Don Schön (1983) has cautioned us about these reactions. We are in demand as a physician, psychologist, or urban planner. Under these professional demand conditions, the dynamics of Polystasis might leave us breathless. We have little time to reflect on our professional practices. Daniel Kahneman (2013) would join Schön in urging restraint. Fast thinking should be avoided when operating in a dynamic polystatic manner. Kahneman may suggest that Polystasis and the formulation of psychosocial templates are vulnerable to the inappropriate uses of heuristics.

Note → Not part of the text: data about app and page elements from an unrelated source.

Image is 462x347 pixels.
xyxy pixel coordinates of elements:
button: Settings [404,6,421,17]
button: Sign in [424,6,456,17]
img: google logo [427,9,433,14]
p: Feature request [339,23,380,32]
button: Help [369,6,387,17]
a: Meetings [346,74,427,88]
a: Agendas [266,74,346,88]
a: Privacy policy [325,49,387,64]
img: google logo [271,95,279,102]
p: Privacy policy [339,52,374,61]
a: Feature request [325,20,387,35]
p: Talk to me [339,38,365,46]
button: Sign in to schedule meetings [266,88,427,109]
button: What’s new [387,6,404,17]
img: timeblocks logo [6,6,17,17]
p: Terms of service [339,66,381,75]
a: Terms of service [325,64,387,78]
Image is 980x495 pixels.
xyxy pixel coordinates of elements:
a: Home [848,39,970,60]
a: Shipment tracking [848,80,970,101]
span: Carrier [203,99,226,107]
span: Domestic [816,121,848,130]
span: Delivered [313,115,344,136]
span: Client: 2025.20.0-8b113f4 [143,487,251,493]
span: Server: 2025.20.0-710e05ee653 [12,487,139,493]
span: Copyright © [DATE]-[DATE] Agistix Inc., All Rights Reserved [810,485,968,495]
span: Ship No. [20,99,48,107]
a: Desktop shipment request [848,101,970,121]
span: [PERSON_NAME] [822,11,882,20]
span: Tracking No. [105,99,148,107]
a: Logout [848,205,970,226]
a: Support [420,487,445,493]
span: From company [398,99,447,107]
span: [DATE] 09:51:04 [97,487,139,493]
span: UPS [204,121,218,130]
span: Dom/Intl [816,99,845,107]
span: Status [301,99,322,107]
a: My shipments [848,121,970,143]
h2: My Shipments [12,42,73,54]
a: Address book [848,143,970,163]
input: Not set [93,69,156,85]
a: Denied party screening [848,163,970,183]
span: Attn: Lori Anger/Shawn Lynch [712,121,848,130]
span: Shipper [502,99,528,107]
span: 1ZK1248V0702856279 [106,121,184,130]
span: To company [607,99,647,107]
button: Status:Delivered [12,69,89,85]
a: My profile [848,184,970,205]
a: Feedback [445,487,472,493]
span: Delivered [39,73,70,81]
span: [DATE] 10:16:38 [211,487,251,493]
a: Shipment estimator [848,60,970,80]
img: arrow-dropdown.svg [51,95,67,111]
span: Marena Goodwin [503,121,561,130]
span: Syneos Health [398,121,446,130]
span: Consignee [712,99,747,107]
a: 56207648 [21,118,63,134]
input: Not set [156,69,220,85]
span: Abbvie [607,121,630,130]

We often use simplistic and outmoded heuristics when shifting our template, changing our baseline, and making predictions in a dynamic environment. We might, for instance, apply a Recency heuristic. Adjustments are the same as the last time we faced this environmental shift. Polystatic adjustments can also become habitual. A heuristic of Habit is applied. Then there is the matter of Primacy. The first action taken when facing a challenge remains with us. We messed up the first time and learned to avoid this situation at all costs.
Given this potential vulnerability of recency, habit, and primacy, we must ask: How do we adjust to a new or changing baseline? Adjustments will operate differently when we face a critical challenge and when motivations (and anxiety) are high. We are inclined to think very fast and be especially noncritical when the stakes are high. Emotions are intense. Furthermore, we might always imagine a threat when we are tired or distracted—we indeed become “trigger-happy.” Anxiety becomes a common experience. Retreat and isolation become common polystatic actions.
All of this means that we need to be careful about the assumptions we make and the heuristics we apply under specific conditions of anticipation. Many conditions in mid-21st-century life hold the potential of threat. It is in these conditions and at these moments that we must be particularly vigilant and reflective. We must ask ourselves: Is this situation really like the last one? Can I do a better job this time in coping with this challenging situation? If this is truly important, then perhaps I should get some assistance. I might have to consider differing points of view. Is this genuinely threatening, or am I imagining that it is threatening? In short, Polystasis might be an essential adaptation given the aforementioned conditions of volatility, uncertainty, complexity, ambiguity, turbulence, and contradiction (VUCA-Plus) (Bergquist, 2025). However, this process can also lead us astray. We must indeed be vigilant and reflective.
The Dynamics of Anticipation
The Polystatic process involves intricate and intimate relationships between perception and behavior. Anticipation is the primary bridge that brings these two fundamental elements of human performance into close alliance. Given this close alliance, performance can be viewed from both ends of the Polystatic process.
Perception
From the perception end, one can take an Intrascopic Perspective on performance. Polystasis can be viewed as operating from the inside out. Anticipation produces behavior. Our assumptions regarding what is about to occur if we perform in a certain manner will influence subsequent behavior. We can push even further.
The Intrascopic Perspective can focus on the even deeper state we experience as a feeling. This feeling may be rooted in an emotion that lingers in our psyche. We change our anticipations based on the emotions we are feeling. A state of fear provides anticipations that are quite different from what we anticipate if we are enthusiastic or suffering from a state of shame. At an even deeper level, our psychosocial template (and eventually our somatic template) might not seem “right.” We can “feel it in our bones.”